Enter the metaverse, stage left

Dr. Christina Yan Zhang
Dr. Christina Yan Zhang Z (Supplied)

Dr. Christina Yan Zhang, nicknamed “Dr. Metaverse,” wrote her 2012 thesis about MMORPGs and the early metaverse platform Second Life, so she’s been thinking about this longer than most. She’s now the CEO of the Metaverse Institute.

“I think the beauty about the current development of the metaverse is basically the convergence of a whole range of different technologies coming together. Many of them are getting more advanced to really help to create the next generation of internet, which is more immersive, interactive and intuitive.” 

She sees the metaverse as an enabling technology to improve interaction in both real and digital worlds.

Gaming writer Wagner James Au has just finished a book that will be published in June titled Making a Metaverse That Matters. Back in the early 2000s, he was the “virtual journalist named Hamlet” in Second Life. His white-suited avatar (a nod to Tom Wolfe) went around submitting dispatches from that virtual world. 

He envisions there being multiple metaverses: “It’s going to be based on the community; it’s going to be based on culture and aesthetics. For example, Roblox is huge, but it’s primarily with kids. And the aesthetics are very intentionally looking like Legos. You could jump from Roblox to Fortnite, then Fortnite to VR chat. So, it will not be a single, virtual world.”

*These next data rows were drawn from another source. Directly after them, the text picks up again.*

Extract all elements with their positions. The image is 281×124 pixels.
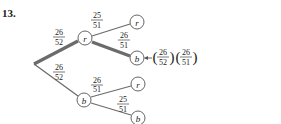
svg-text:(: ( <box>153 49 158 66</box>
prob-r-b: 26 51 <box>118 31 130 50</box>
svg-text:52: 52 <box>55 73 63 82</box>
result-arrow-icon <box>144 56 152 60</box>
svg-text:26: 26 <box>120 31 128 40</box>
svg-text:): ) <box>193 49 198 66</box>
svg-text:r: r <box>136 80 140 90</box>
prob-root-r: 26 52 <box>53 28 65 47</box>
node-bb: b <box>131 111 145 124</box>
node-rr: r <box>130 15 144 29</box>
node-b: b <box>77 93 91 107</box>
svg-text:51: 51 <box>93 85 101 94</box>
svg-text:51: 51 <box>182 58 190 67</box>
svg-text:26: 26 <box>55 63 63 72</box>
svg-text:b: b <box>136 114 141 124</box>
prob-r-r: 25 51 <box>91 11 103 30</box>
svg-text:26: 26 <box>159 48 167 57</box>
svg-text:26: 26 <box>93 76 101 85</box>
svg-text:): ) <box>170 49 175 66</box>
svg-text:51: 51 <box>93 21 101 30</box>
svg-text:51: 51 <box>119 105 127 114</box>
problem-number: 13. <box>2 7 16 19</box>
prob-root-b: 26 52 <box>53 63 65 82</box>
svg-text:51: 51 <box>120 41 128 50</box>
result-product: ( 26 52 ) ( 26 51 ) <box>153 48 198 67</box>
svg-text:b: b <box>135 54 140 64</box>
prob-b-r: 26 51 <box>91 76 103 94</box>
prob-b-b: 25 51 <box>117 95 129 114</box>
svg-text:52: 52 <box>55 38 63 47</box>
svg-text:(: ( <box>176 49 181 66</box>
svg-text:b: b <box>82 96 87 106</box>
node-br: r <box>131 77 145 91</box>
node-r: r <box>78 31 92 45</box>
svg-text:25: 25 <box>93 11 101 20</box>
node-rb: b <box>130 51 144 65</box>
svg-text:r: r <box>83 34 87 44</box>
svg-text:52: 52 <box>159 58 167 67</box>
svg-text:r: r <box>135 18 139 28</box>
svg-text:25: 25 <box>119 95 127 104</box>
svg-text:26: 26 <box>182 48 190 57</box>
svg-text:26: 26 <box>55 28 63 37</box>
tree-diagram: 13. r b r b r b 26 52 26 52 25 <box>0 0 281 124</box>
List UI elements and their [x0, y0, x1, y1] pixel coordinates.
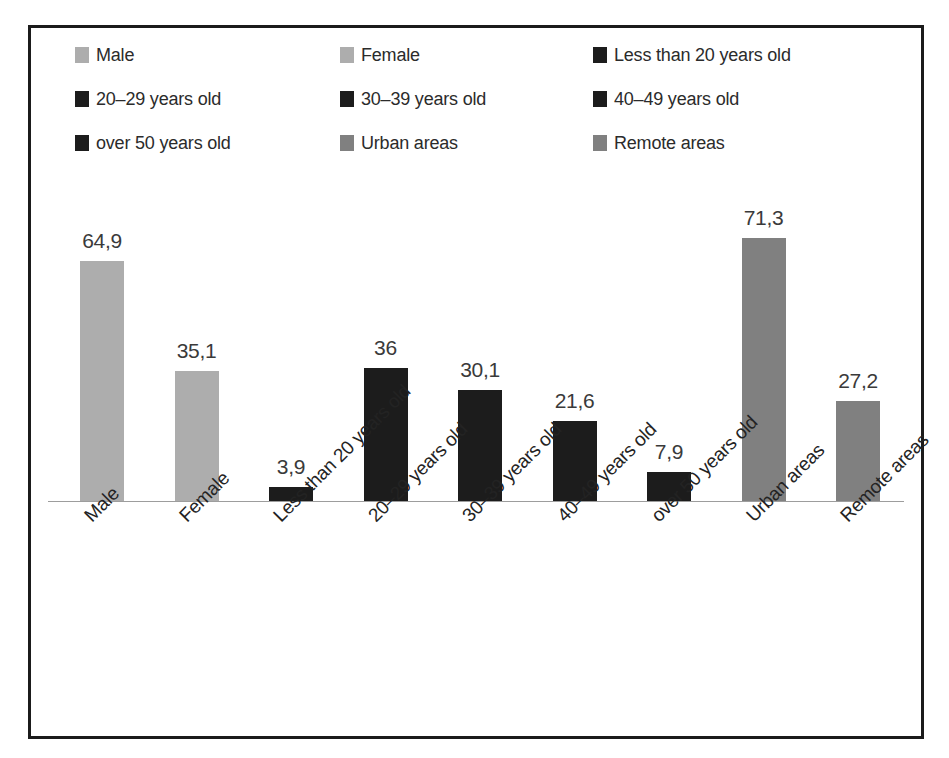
- bar: 64,9: [80, 261, 124, 501]
- bar-value-label: 36: [374, 336, 397, 360]
- chart-figure: MaleFemaleLess than 20 years old20–29 ye…: [0, 0, 949, 758]
- bar-value-label: 30,1: [460, 358, 500, 382]
- bar-value-label: 64,9: [82, 229, 122, 253]
- bar-rect: [742, 238, 786, 501]
- bar-value-label: 3,9: [277, 455, 305, 479]
- bar-value-label: 35,1: [177, 339, 217, 363]
- bar: 71,3: [742, 238, 786, 501]
- bar-value-label: 7,9: [655, 440, 683, 464]
- bar-value-label: 27,2: [838, 369, 878, 393]
- bar-rect: [80, 261, 124, 501]
- plot-area: 64,935,13,93630,121,67,971,327,2 MaleFem…: [28, 25, 924, 739]
- bar-value-label: 71,3: [744, 206, 784, 230]
- bar-value-label: 21,6: [555, 389, 595, 413]
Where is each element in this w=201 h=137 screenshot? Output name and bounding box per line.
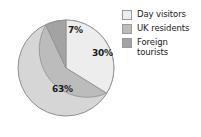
pie-label-uk-residents: 63% (52, 84, 73, 94)
legend-item-day-visitors[interactable]: Day visitors (122, 9, 201, 20)
legend-swatch-uk-residents (122, 24, 132, 34)
legend-swatch-day-visitors (122, 10, 132, 20)
pie-chart-figure: 30% 63% 7% Day visitors UK residents For… (0, 0, 201, 137)
legend-label-day-visitors: Day visitors (137, 9, 186, 19)
pie-chart-plot: 30% 63% 7% (16, 9, 116, 128)
legend-item-foreign-tourists[interactable]: Foreign tourists (122, 37, 201, 57)
legend-label-foreign-tourists: Foreign tourists (137, 37, 201, 57)
legend-swatch-foreign-tourists (122, 38, 132, 48)
legend-label-uk-residents: UK residents (137, 23, 189, 33)
pie-chart-svg (16, 9, 116, 128)
pie-label-foreign-tourists: 7% (68, 25, 83, 35)
legend-item-uk-residents[interactable]: UK residents (122, 23, 201, 34)
pie-label-day-visitors: 30% (92, 48, 113, 58)
chart-legend: Day visitors UK residents Foreign touris… (122, 9, 201, 60)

Wagner James Au in Second Life
Wagner James Au in Second Life (New World Notes)

He continues, “I define it very directly from what Snow Crash described: It was a vast virtual world with user creation tools and highly customizable avatars that is integrated with the real world economy.”

“In other words, you can make money from it and also integrate with external technology so you can actually hook it up to other technology beyond the immersive 3D experience.”